Saturday, November 2, 2013

Media Bias and Conservative Setbacks in the Federal Shutdown

by Andrew Thomas
Following a fortnight of partial federal government shutdown, as Washington returned to business as usual, media and political analysts took the news space and air time formerly ceded to reporting the situation to assessing winners and losers in the national confrontation. Few had little good to say about Republican leaders in Congress, and just as few judged their efforts successful. Rush Limbaugh and other conservative media opinion leaders, in particular, roundly condemned the agreement to reopen federal agencies and institutions without concessions from President Barack Obama and Democrats in Congress.
Many average conservative citizens around the nation echoed these beliefs and conclusions. The New York Times conducted man-in-the-street interviews of conservatives around the nation and reported a combination of anger, discouragement and bemusement over what had happened. One man in Cleveland, Tennessee, believed “the premise was good,” but found no payoff ultimately for the nation or supporters of the shutdown. A cabdriver in Colorado Springs and a homemaker in Doylestown, Pennsylvania, both bemoaned the impact of the shutdown on the military and local businesses. Fueling this sense of collective letdown were leaders who saw little benefit gained from the previous two weeks of fiscal battles. “Among commentators on the right,” the article noted, “the reaction has been less driven by despair than by anger. In heated language on talk radio and on conservative blogs, many spoke of a winning if difficult strategy sabotaged in the end by weak-willed leadership.”
Ironically, the pages of the Times provided their own compelling and direct explanation of why the shutdown failed to advance Republican aims. In assessing how and why the dispute ended with no substantive progress on debt reduction or limitations of Obamacare, one needed to look no further than the coverage and behavior of the dominant news media themselves to see why the deck was stacked so decisively against the forces of reform.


* [WHAT IS REQUIRED] Filter the records below for the word "boxes". Copy each line that holds it.

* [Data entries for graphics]
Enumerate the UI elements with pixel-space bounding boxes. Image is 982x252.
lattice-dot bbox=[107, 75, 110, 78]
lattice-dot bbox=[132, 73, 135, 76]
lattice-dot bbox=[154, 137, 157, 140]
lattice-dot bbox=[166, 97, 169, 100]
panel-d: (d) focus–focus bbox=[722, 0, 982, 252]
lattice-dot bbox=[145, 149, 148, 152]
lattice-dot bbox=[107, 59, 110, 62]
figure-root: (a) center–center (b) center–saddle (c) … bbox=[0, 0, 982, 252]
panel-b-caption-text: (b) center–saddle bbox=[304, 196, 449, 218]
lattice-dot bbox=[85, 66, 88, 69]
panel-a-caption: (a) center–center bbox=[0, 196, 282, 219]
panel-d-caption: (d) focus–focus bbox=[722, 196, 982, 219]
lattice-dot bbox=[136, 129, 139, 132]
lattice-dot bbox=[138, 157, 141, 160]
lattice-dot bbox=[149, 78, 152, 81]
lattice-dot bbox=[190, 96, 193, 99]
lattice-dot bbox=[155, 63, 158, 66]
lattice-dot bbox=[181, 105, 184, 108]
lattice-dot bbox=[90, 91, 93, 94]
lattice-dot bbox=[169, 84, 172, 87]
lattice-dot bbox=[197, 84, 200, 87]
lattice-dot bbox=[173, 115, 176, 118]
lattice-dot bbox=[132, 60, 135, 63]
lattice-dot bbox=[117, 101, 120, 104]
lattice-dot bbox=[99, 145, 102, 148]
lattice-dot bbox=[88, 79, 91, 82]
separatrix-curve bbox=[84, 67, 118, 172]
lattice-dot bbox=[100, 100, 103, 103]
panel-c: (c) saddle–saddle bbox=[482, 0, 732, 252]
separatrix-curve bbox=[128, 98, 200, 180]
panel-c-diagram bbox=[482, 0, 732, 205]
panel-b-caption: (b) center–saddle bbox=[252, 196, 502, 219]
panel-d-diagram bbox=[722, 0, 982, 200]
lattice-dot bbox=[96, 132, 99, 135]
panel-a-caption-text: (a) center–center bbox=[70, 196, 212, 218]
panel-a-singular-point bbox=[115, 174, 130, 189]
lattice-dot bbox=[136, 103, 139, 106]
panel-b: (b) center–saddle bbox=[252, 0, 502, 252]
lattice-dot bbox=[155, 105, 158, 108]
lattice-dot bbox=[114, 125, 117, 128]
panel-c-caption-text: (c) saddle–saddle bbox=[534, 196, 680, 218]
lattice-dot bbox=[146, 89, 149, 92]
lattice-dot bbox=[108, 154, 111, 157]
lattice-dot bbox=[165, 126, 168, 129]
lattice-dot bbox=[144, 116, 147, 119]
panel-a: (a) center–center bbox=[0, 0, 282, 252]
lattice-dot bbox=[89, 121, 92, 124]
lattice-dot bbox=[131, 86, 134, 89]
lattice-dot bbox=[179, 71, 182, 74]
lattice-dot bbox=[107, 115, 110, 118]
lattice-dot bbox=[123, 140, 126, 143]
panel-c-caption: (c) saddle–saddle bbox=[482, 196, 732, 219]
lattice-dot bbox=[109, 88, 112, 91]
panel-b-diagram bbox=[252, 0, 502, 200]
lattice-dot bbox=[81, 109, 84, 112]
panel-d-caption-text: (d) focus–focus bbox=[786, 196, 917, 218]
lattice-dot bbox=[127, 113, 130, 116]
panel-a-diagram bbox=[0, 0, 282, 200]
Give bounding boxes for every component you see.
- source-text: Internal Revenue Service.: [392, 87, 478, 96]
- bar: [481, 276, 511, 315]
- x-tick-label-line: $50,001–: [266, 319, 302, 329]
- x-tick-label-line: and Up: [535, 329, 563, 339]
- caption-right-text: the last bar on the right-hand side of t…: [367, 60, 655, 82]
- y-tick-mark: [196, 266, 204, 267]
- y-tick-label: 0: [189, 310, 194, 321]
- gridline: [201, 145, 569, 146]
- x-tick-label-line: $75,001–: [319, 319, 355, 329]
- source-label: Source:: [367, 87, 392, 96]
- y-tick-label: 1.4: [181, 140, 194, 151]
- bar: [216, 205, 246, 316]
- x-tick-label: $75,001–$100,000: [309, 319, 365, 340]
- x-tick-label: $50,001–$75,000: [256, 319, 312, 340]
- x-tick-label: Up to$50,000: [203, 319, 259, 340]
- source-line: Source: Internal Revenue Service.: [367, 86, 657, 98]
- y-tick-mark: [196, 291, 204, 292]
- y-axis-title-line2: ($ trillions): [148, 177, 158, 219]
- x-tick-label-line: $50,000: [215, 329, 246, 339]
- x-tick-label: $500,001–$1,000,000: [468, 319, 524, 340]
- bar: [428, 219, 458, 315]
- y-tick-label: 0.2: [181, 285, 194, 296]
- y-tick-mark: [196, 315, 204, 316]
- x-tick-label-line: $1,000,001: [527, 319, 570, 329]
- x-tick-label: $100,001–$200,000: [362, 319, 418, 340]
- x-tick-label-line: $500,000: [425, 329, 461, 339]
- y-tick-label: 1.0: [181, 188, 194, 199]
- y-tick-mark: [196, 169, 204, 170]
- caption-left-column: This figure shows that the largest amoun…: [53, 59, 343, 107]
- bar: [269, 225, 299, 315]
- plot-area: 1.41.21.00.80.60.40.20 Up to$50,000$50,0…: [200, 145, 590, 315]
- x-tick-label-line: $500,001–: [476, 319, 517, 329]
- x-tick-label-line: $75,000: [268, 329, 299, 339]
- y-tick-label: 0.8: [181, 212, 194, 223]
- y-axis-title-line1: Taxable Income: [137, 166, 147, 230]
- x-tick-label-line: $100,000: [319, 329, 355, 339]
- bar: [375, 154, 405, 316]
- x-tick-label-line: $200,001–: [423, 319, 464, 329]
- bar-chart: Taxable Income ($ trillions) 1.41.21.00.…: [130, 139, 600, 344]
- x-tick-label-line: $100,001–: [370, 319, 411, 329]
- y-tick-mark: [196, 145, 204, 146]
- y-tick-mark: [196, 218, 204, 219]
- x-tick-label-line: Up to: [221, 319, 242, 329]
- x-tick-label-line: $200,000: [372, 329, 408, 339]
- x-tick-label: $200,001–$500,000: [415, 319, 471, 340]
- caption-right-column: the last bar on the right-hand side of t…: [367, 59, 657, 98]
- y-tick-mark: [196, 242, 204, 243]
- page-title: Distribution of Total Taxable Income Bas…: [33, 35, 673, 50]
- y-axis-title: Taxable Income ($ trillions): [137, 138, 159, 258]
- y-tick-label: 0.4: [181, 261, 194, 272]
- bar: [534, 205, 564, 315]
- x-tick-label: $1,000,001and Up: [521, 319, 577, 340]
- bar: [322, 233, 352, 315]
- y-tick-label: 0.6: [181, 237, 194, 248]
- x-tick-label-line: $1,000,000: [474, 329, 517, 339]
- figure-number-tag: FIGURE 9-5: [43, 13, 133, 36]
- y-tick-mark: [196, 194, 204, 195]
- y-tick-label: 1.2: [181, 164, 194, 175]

* [COMPLETED TASK]
Enumerate the UI elements with pixel-space bounding boxes. Image is 982x252.
Give bounding boxes for every component you see.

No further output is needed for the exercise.